The pieces themselves are very short and focused. After each one there is often a reference to added related topics that the user can access. One student decided that he had to hear every single one. This took a long time, but he was determined.

Off of the Village there are few galleries and shorter video presentations. Most of this was of little interest to the students, save one element. A Pequot language interactive gave students the ability to hear their name in the Pequot language as well as other words. This interactive came up a lot in post visit conversations.

The Witness – a 30 minute film:
This dramatization of events surrounding the Pequot War engaged all of the students, and many commented on how sad the film was.

What can we learn from the Writer Block students’ first museum visit? Here are my preliminary takeaways –

  • Choice - The students responded to choice and the ability to choose their own experience. Every time that the students could not exercise choice they lost interest and moved on. A few of students commented that they had a much better time exploring the Museum than their last visit; when they had received a guided tour with their school group.
  • Relevance – Just like the rest of us the students needed a way to prioritize what they should look at. In competing stories of tool making and family life, family life wins hands down because it is easily relatable.
  • Accessibility - Like choice, the ability to find information that they wanted to know determined the success of exhibits.

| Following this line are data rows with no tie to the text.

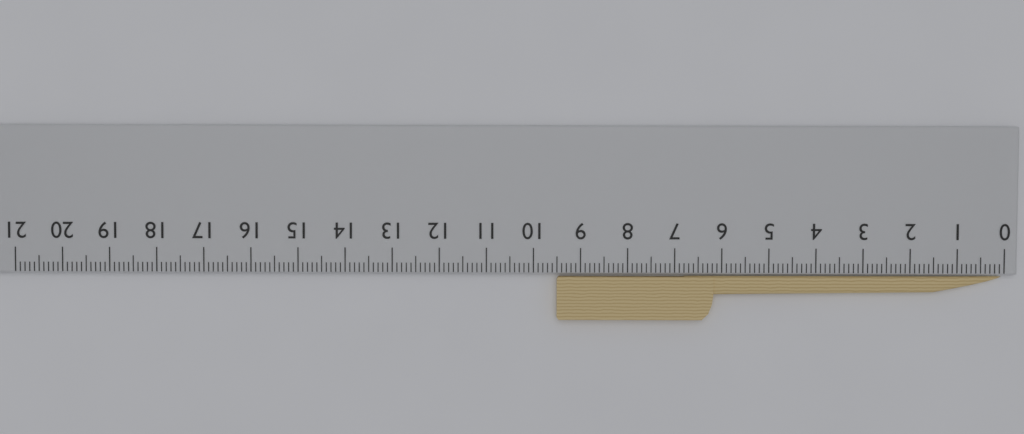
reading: 9.5 cm
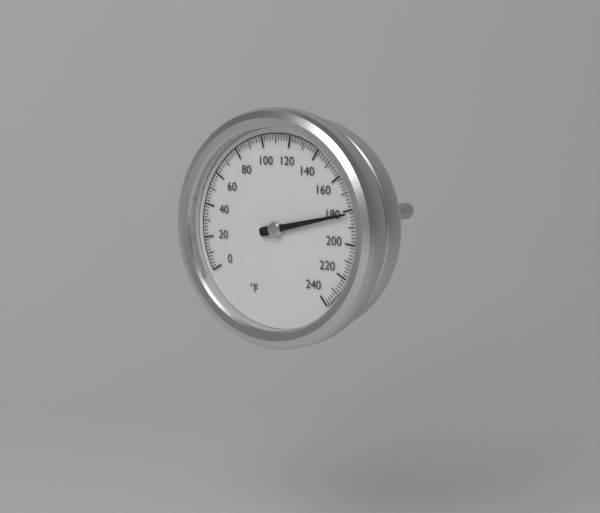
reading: 182 °F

We will see if these observations hold for the other museum visits. The Mashantucket Pequot Museum has a lot of wonderful exhibits, but it does not have a lot of hands on interactives competing for attention. How would more hands on interactives have altered the students’ experience? 

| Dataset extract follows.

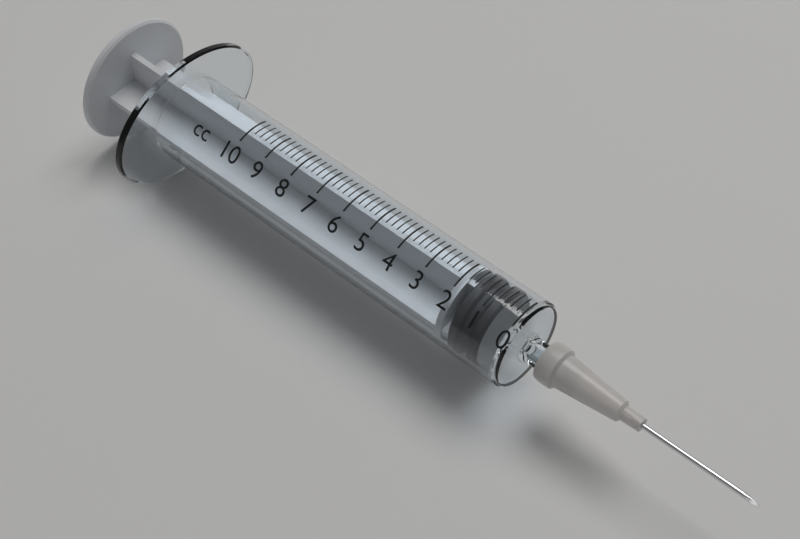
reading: 0.6 cc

Robert Kiihne of RK Exhibits will be participating in the teen audience research this summer and will draft the exhibitions component of the interpretive plan in the fall.

Wednesday, July 17, 2013

Our Summer with Teenagers



Take over two dozen teens (including a few tweens) and a very old, dark, and evocative historic house museum.  Put them together.  What will you get?

OK, we don’t really know yet.  But we are finding out!

This summer, Connecticut Landmarks has partnered with Writers Block InK to delve into complex issues regarding history, slavery, race, and the modern implications of all three on individuals, communities, and museums.  As part of an eight-week summer program, these youth are tackling these issues as they think about the Joshua Hempsted House and their own New London community.  



CTL staff, exhibitions designer Robert ,and I have been spending two days a week with the youth as they sort through the many complex stories of the Joshua Hempsted House and New London’s early history.  To help them consider how they would share these stories via a historic house museum, we have led or hosted workshops (e.g., exhibition design, museum theatre, a visit with Joshua Hempsted's diary - check out this video!), and have been taking them to other museums to learn more about what they like, or simply ignore, in museum settings.

The culmination of this summer’s work will be two-fold:
·    

  • An open house the evening of Tuesday, July 30, where they will be presenting the stories of the property, and New London, by sharing the Joshua Hempsted House with community members and stakeholders.  Reach Advisors will be conducting follow-up interviews with some attendees to learn what they think about the stories chosen and the methods for telling the stories.
  • An original dramatic production on slavery, developed by the youth and their leaders, to be presented in mid-August.


We are having a fascinating time observing the youth, asking questions, and finding out their preferences.  Over the next few blog posts, we’ll be sharing more details about the museum visits and workshops, and give you a better sense of where the youth are heading for their open house.  

Susie Wilkening is a Senior Consultant and Curator of Museum Audiences at Reach Advisors.  She will be leading several phases of audience research for this project.

Photo:  Many of the youth at the New Bedford Whaling Museum.